Terminus für eine volkstümliche Vorstellung erwarten kann, tritt diese
Bezeichnung vereinzelt über ein grosses Gebiet auf. Ich sehe jedoch einen
Zusammenhang zwischen der Tatsache, dass der Terminus im Norden in
späterer Zeit so selten vorkommt, und dem Umstand, dass entlehnte
Wörter für die Unterirdischen dort so grosse Verbreitung bekommen ha-
ben. Die Wörter gäniš, Pl. gäničak (auch -æ-) „ecko, Ekko; daemon
montanus, Trold, som bor i Fjeldvægge" bei Friis (Friis 1887, 276) und
gáneš, Pl. gánečak „daemon montanus" laut einer Aufzeichung in Kvänang-
en von Qvigstad (siehe Wiklund 1916, 50) haben den Stempel der Ur-
sprünglichkeit, aber piru kēneš, ein Kraftausdruck für Mensch oder Tier bei
Gebirgslappen in Enare (Itkonen 1946, 70), Kinnaš-Elle (Kvänangen; La-
gercrantz 1939, 298) „eine kleine Frau" und geniš, als Bezeichnung für eine
schwerhörige Person in Nesseby, haben sich schon von ihrem Platz in
Mythologie und Folklore entfernt. Dasselbe gilt in gewisser Hinsicht für
kanis, Pl. katnihah, in Jukkasjärvi, was die Geister der Toten, die man auf
andere Menschen setzen oder ihnen senden und sie dadurch verrückt
machen kann, bezeichnet (Wiklund 1916, 51). Hier hat der Terminus ganz
seine Anknüpfung an hauptsächlich positiv erwähnte „Unterwohner", Un-
terirdische, oder wie wir sie nennen wollen, verloren und ist statt dessen
eine Bezeichnung für dämonische Geister oder Kräfte, die übel gesinnte
Personen ihren Gegnern senden können, geworden. Der Glaube an sänding-
ar' (saN, Pl. bijahat) einer bösen Kraft, von einem Geist oder ähnlichem,
den man durch Zauberei sendet und der einen Menschen krank oder
geisteskrank macht, von dem man bei der Feldarbeit im Norden ständig
volkstümliche Erzählungen erhält, macht ein kräftiges Attraktionszentrum
aus. Hier sehen wir ein deutliches Ergebnis der Anziehungskraft, die diese
Vorstellung ausgeübt hat.
Südlich von den eben genannten Gebieten, das heisst in Lule-Lappmark
im weitesten Sinne, begegnen wir dann ganii, Pl. gadnihah `vittra'
(Grundström 1946-1954, 165; oder Formen, die vom Umlaut beeinflusst
sind wie genii, Pl. gednihah `vittra'; Collinder 1938, 60 Waltlappisch in
Gällivare), ginii (Grundström & Väisänen 1958, 58) kinê, Pl. kitniha
`unterirdisches menschenhaftes Wesen' (Arjeplog; Haläsz 1896, 28), Nom.

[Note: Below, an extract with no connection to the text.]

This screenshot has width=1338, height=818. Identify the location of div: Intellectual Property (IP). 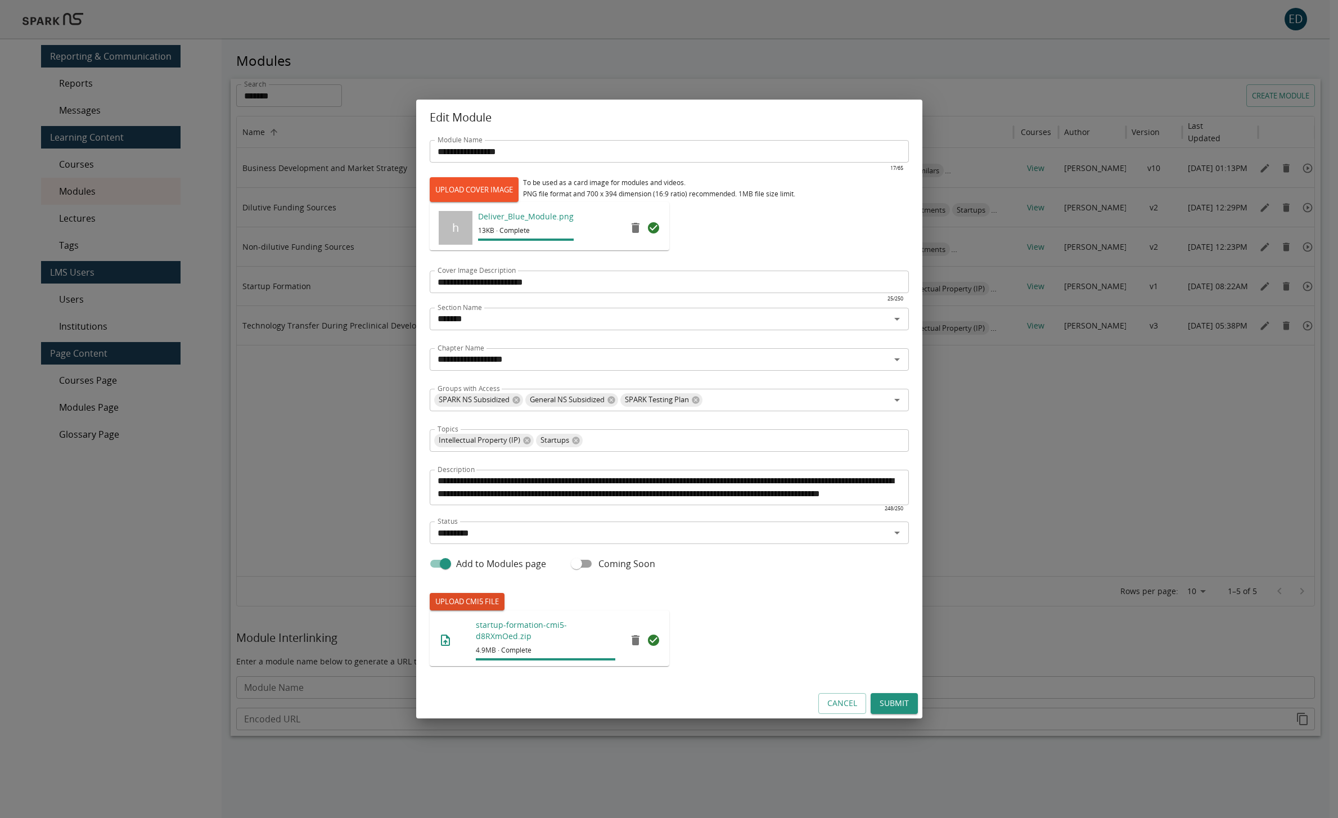
(484, 440).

Sg., kinegi 'Heinzelmännchen' (Malä; Wiklund 1916, 53) u. s. w. alle mit
Bedeutungen, die wir mit lappischem Glauben an die Unterirdischen in
Verbindung bringen können. Es gibt viele Erzählungen (Dahlstedt 1976,
15 ff.), aber deren Inhalt gehören nicht zu dem Thema dieser Arbeit,
deswegen werden sie hier übergangen (siehe hierzu Wiklund 1916, 52). Bei
Interviews mit älteren Informanten oder Informanten mittleren Alters kann
Einige Termini der lappischen Mythologie 51

man noch heutzutage selbsterlebte Ereignisse zu hören bekommen, laut


welchen die Unterirdischen sich vorwiegend als Warnzeichen vor den
ermüdeten Rentreibern oder Waldleuten im allgemeinen vor nahendem
Unwetter zeigten. Die Sagen mit ihren bekannten Bildern sind natürlich
noch häufiger.
Für den Sprachwissenschaftler ist es interessant, die in grossen Gebieten
vorkommenden gemeinsamen Bilder, die keine Entsprechungen in einer
besonders grossen Einheitlichkeit in der Terminologi haben, zu verglei-
chen.
Bei einer weitergehenden Reise südwärts über die Dialektkarte zeigt sich
dieses nochmals deutlich. Ausser dem Malålappischen kitnegi in der
Bedeutung 'Heinzelmännchen' finden wir das Wort mancherorts im Süd-
lappischen in Jämtland schwach belegt (u. a. gidnj'ese, -sje, giqnj'esje 'eine
Art Geister; Menschen die überall lauernd und spähend umherfahren;
Hasselbrink 1983, 587; vgl. Wiklund 1916, 56). Von einer stärkeren Stellung
des Wortes in älterer Zeit zeugen solche Ortsnamen wie Gitnivaratje
(eigentlich 'Der kleine Vitterberg', Lillberget in der Nähe vom westlichen
Kikkejaur) in Arvidsjaur und Kitnihasse (Viterliden) in Malå. Wenn ein
Dialektwort aus dem Wortschatz der Bevölkerung verschwindet, kann es
für unüberschaubare Zeit in den Ortsnamen bestehen bleiben. So ist es in
den eben genannten Teilen des Nordlappischen der Fall gewesen, wo
Namen wie Kenešpahta (Utsjoki), Kenisjärvi (Kittilä) und Kinislampi
(Rovaniemi) von einem früheren Gebrauch dieses Wortes für die Unterirdi-
schen zeugen (Wiklund 1916, 48).
Hier können wir auf die Relation zwischen Termini, die in älteren
schriftlichen Dokumenten bewahrt sind, und Termini, die in der lebendigen
Sprache zu finden sind, eingehen. Im Nærömanuskript von 1723 erwähnt
Johan Randulf eine Waldgöttin mit dem Namen Gidne, die alle Kennzei-
chen der Waldfrau trägt. Ihre Vorderseite war schön, aber hinten trug sie
einen Schwanz und sie war trügerisch gegen die Männer im Walde (Kil-
deskrifter 1903, 46). Die Figur ist offenbar von nordischer Herkunft, aber
der Terminus ist lappisch. Der Einschub -d- (gidne statt gine) gehört mit
süd- und umelappischem Lautbild zusammen. Der Verfasser des
Nærömanuskripts kann deswegen den Terminus zum Biespiel nicht vom
Norden geliehen haben. Der Ort für die Aufzeichnung (Bäckman 1975,
30f., 36) liegt auch auf der Höhe vom nördlichen Südlappischen in
Schweden und alles deutet darauf hin, dass dieses ein genuiner Beleg von
der lappischen Bevölkerung des Ortes ist.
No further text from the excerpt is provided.